The notorious database cache hit ratio

Guy Harrison
MongoDB Performance Tuning
4 min readJul 1, 2018

Gather round kids, and I’ll tell you a story about database tuning from way back when I was your age.

I’m talking about way back before MySQL or SQL Server even. Back when Oracle was the coolest database tech out there. Back in the dim, dark ages of the early 1990s.

In these dark ages before the web, widespread internet or smartphones, database tuning was a lonely business. It was hit and (forgive the pun) miss. The art and science of database performance tuning has come a long way in the intervening years but a some things are surprisingly still exactly the same. In particular:

  • Disks are SLOW; avoiding disk IO is essential if you want to make things go faster.
  • More memory means less IO — let’s try and get data in memory!

From these simple principles, the most infamous database tuning ratio was invented: The Cache Hit Ratio (sometimes called the Buffer Cache Hit Ratio). The ratio was defined as:

Cache Hit Ratio=Number of IO requests that were satisfied in the cache/Total IO requests

The Cache Hit Ratio represents the proportion of block requests that are satisfied by the database cache without requiring a disk read. Each “hit” — when a block is found in memory — is a Good Thing, since it avoids a time consuming disk IO. Therefore it seems intuitively obvious that a high Buffer Cache Hit Ratio is also a Good Thing. For most of the 1990s and 2000s DBAs attempted to tune their database by achieving an increase in the Cache Hit Ratio (or decreasing the inverse Cache Miss Ratio).

Unfortunately, while the Cache Hit Ratio clearly measures something, it’s not necessarily or even usually true that a high Cache Hit Ratio is indicative of a well tuned database. In particular, poorly tuned workloads often read the same data blocks over and over again; these blocks are almost certainly in memory so the most grossly inefficient operations ironically tend to generate very high Cache Hit Ratios. An Oracle DBA Connor McDonald famously created a script that could generate any desired hit ratio , essentially by reading the same blocks over and over again. Connor’s script performs no useful work but can achieve an almost perfect hit ratio.

There is no “correct” value for the Cache Hit Ratio — high values are just as likely to be the result of poorly tuned wrokloads as the result of well tuned memory configuration.

That having all been said, for a well tuned workload (one with a sound schema design, appropriate indexes, and well tuned aggregation pipelines) observing the Wired Tiger hit ratio can give you an idea of how well your WiredTiger cache is sustaining your MongoDB workload demand.

Here’s a script to calculate the miss rate (the opposite of the hit rate):

You can also see the miss ratio on the dbKoda performance lab home page (dbKoda is our free and open source MongoDB IDE):

Is it worth paying attention to this metric?

In general the hit or miss rate is a useful indication of how well the cache is doing. You can if you want see what happens to the metric if you resize the wiredTiger cache. The wiredTiger cache can be modified with the following command (in this example setting it to 500M):

db.getSiblingDB("admin").runCommand({ 
setParameter: 1,
wiredTigerEngineRuntimeConfig: "cache_size=500M"
});

If we play with the cache size and monitor the hit rate we can get a sense of how it affects performance. Here’s some data from a little test on my laptop, showing how various cache sizes affected the miss rate and throughput:

wiredTiger Hit rate vs throughput on MongoDB

As we can see, as we increase the size of the cache, we might see a decrease in the miss rate (or an increase in the hit rate) and an increase in throughput. The key word in the last sentence is might: some workloads will see little or no benefit from an increased cache size, either because all the data needed is already in memory, or because some of the data is never re-read and therefore can’t benefit from caching.

As imperfect as it is, the wiredTiger miss rate is a key health metric for many mongoDB databases.

To quote the Mongodb manual:

Performance issues may indicate that the database is operating at capacity and that it is time to add additional capacity to the database. In particular, the application’s working set should fit in the available physical memory.

A low cache miss ratio is the best indicator we have that the working set does in fact fit into memory.

dbKoda is a totally free, open source (AGPL) product made by a small group of wanna be coding stallions in Melbourne, Australia. It contains a rich code editing environment for MongoDB, query builders, code optimisers and the cool performance dashboard you can see above. Check it out and let us know what you think at dbKoda.com!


WHAT THE EXERCISE ASKS – Word for word, and without a single picture, repeat the entries.
▬▬▬▬▬▬
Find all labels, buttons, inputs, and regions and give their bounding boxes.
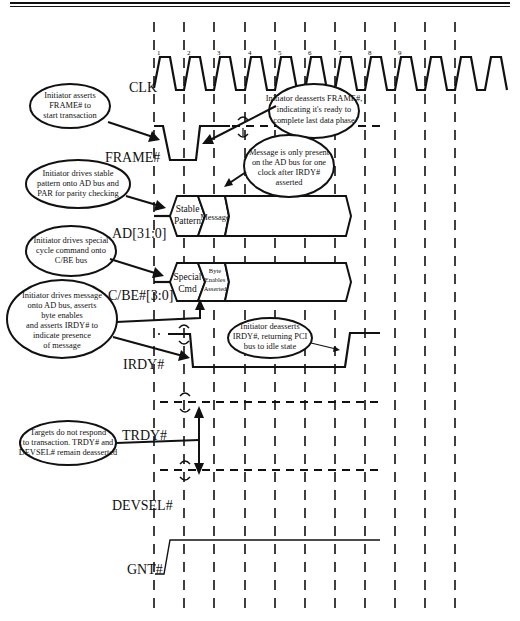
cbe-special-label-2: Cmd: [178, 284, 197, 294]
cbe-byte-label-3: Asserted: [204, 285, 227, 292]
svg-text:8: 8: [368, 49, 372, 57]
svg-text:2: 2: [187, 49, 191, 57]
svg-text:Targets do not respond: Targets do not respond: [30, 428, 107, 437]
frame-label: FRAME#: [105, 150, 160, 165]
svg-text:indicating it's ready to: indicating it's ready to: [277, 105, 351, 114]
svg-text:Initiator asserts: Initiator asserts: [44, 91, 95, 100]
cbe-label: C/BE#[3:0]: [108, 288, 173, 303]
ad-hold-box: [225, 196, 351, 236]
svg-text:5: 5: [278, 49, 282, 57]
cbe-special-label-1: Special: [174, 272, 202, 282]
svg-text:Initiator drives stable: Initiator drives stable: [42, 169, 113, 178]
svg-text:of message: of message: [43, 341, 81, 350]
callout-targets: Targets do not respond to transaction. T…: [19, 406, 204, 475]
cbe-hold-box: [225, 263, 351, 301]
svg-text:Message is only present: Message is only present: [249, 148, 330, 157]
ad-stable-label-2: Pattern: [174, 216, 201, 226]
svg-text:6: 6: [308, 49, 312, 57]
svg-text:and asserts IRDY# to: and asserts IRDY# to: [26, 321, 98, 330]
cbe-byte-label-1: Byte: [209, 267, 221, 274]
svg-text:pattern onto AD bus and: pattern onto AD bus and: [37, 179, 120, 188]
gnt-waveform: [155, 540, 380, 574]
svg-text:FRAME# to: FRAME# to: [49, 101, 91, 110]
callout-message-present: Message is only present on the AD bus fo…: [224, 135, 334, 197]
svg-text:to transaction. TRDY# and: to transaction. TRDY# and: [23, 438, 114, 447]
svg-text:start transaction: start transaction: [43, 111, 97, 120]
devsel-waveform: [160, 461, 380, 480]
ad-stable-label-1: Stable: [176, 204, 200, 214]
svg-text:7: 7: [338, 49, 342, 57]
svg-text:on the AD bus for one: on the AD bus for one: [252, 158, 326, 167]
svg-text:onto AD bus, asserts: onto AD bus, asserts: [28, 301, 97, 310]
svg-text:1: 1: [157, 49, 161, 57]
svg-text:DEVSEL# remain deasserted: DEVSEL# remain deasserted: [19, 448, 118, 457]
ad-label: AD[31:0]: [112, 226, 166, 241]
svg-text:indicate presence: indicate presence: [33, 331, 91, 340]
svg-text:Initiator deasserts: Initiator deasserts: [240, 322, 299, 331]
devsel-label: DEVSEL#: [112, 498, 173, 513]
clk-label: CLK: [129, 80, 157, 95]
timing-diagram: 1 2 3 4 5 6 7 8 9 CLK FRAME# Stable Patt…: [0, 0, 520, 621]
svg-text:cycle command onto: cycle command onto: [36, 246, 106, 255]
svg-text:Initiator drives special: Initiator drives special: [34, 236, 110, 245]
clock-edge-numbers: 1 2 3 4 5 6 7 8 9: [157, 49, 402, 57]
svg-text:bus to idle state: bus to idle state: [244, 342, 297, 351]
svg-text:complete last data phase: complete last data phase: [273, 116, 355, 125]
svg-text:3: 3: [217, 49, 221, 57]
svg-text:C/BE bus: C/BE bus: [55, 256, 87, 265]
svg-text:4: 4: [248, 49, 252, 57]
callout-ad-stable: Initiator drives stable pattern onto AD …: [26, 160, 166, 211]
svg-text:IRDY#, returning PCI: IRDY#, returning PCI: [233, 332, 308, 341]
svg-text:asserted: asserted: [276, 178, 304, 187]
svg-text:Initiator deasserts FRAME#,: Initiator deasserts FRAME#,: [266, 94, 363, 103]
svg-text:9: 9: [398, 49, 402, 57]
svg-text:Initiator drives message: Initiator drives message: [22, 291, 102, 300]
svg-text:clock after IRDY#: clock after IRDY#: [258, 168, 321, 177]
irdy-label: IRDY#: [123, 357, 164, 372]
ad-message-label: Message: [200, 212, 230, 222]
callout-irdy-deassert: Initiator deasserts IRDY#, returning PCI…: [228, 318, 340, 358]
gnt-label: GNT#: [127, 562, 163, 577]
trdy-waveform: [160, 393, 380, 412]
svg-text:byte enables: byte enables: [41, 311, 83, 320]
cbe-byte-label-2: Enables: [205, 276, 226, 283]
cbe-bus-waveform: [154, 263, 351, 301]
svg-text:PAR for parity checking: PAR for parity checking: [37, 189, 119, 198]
▬▬▬▬▬▬
EXERCISE RESULT –
Find all labels, buttons, inputs, and regions and give their bounding boxes.
cbe-special-label-2: Cmd: [178, 284, 197, 294]
cbe-byte-label-3: Asserted: [204, 285, 227, 292]
svg-text:8: 8: [368, 49, 372, 57]
svg-text:2: 2: [187, 49, 191, 57]
svg-text:Targets do not respond: Targets do not respond: [30, 428, 107, 437]
frame-label: FRAME#: [105, 150, 160, 165]
svg-text:indicating it's ready to: indicating it's ready to: [277, 105, 351, 114]
svg-text:Initiator asserts: Initiator asserts: [44, 91, 95, 100]
cbe-label: C/BE#[3:0]: [108, 288, 173, 303]
ad-hold-box: [225, 196, 351, 236]
svg-text:5: 5: [278, 49, 282, 57]
cbe-special-label-1: Special: [174, 272, 202, 282]
svg-text:Initiator drives stable: Initiator drives stable: [42, 169, 113, 178]
svg-text:of message: of message: [43, 341, 81, 350]
callout-targets: Targets do not respond to transaction. T…: [19, 406, 204, 475]
cbe-hold-box: [225, 263, 351, 301]
svg-text:Message is only present: Message is only present: [249, 148, 330, 157]
ad-stable-label-2: Pattern: [174, 216, 201, 226]
svg-text:6: 6: [308, 49, 312, 57]
svg-text:and asserts IRDY# to: and asserts IRDY# to: [26, 321, 98, 330]
cbe-byte-label-1: Byte: [209, 267, 221, 274]
svg-text:pattern onto AD bus and: pattern onto AD bus and: [37, 179, 120, 188]
gnt-waveform: [155, 540, 380, 574]
svg-text:FRAME# to: FRAME# to: [49, 101, 91, 110]
callout-message-present: Message is only present on the AD bus fo…: [224, 135, 334, 197]
svg-text:to transaction. TRDY# and: to transaction. TRDY# and: [23, 438, 114, 447]
svg-text:start transaction: start transaction: [43, 111, 97, 120]
devsel-waveform: [160, 461, 380, 480]
ad-stable-label-1: Stable: [176, 204, 200, 214]
svg-text:7: 7: [338, 49, 342, 57]
svg-text:on the AD bus for one: on the AD bus for one: [252, 158, 326, 167]
svg-text:onto AD bus, asserts: onto AD bus, asserts: [28, 301, 97, 310]
svg-text:1: 1: [157, 49, 161, 57]
svg-text:DEVSEL# remain deasserted: DEVSEL# remain deasserted: [19, 448, 118, 457]
ad-label: AD[31:0]: [112, 226, 166, 241]
svg-text:indicate presence: indicate presence: [33, 331, 91, 340]
svg-text:Initiator deasserts: Initiator deasserts: [240, 322, 299, 331]
devsel-label: DEVSEL#: [112, 498, 173, 513]
clk-label: CLK: [129, 80, 157, 95]
timing-diagram: 1 2 3 4 5 6 7 8 9 CLK FRAME# Stable Patt…: [0, 0, 520, 621]
svg-text:cycle command onto: cycle command onto: [36, 246, 106, 255]
svg-text:Initiator drives special: Initiator drives special: [34, 236, 110, 245]
clock-edge-numbers: 1 2 3 4 5 6 7 8 9: [157, 49, 402, 57]
svg-text:bus to idle state: bus to idle state: [244, 342, 297, 351]
svg-text:complete last data phase: complete last data phase: [273, 116, 355, 125]
svg-text:3: 3: [217, 49, 221, 57]
svg-text:C/BE bus: C/BE bus: [55, 256, 87, 265]
svg-text:4: 4: [248, 49, 252, 57]
callout-ad-stable: Initiator drives stable pattern onto AD …: [26, 160, 166, 211]
svg-text:IRDY#, returning PCI: IRDY#, returning PCI: [233, 332, 308, 341]
svg-text:asserted: asserted: [276, 178, 304, 187]
svg-text:Initiator deasserts FRAME#,: Initiator deasserts FRAME#,: [266, 94, 363, 103]
svg-text:9: 9: [398, 49, 402, 57]
svg-text:Initiator drives message: Initiator drives message: [22, 291, 102, 300]
svg-text:clock after IRDY#: clock after IRDY#: [258, 168, 321, 177]
irdy-label: IRDY#: [123, 357, 164, 372]
ad-message-label: Message: [200, 212, 230, 222]
callout-irdy-deassert: Initiator deasserts IRDY#, returning PCI…: [228, 318, 340, 358]
gnt-label: GNT#: [127, 562, 163, 577]
trdy-waveform: [160, 393, 380, 412]
svg-text:byte enables: byte enables: [41, 311, 83, 320]
cbe-byte-label-2: Enables: [205, 276, 226, 283]
cbe-bus-waveform: [154, 263, 351, 301]
svg-text:PAR for parity checking: PAR for parity checking: [37, 189, 119, 198]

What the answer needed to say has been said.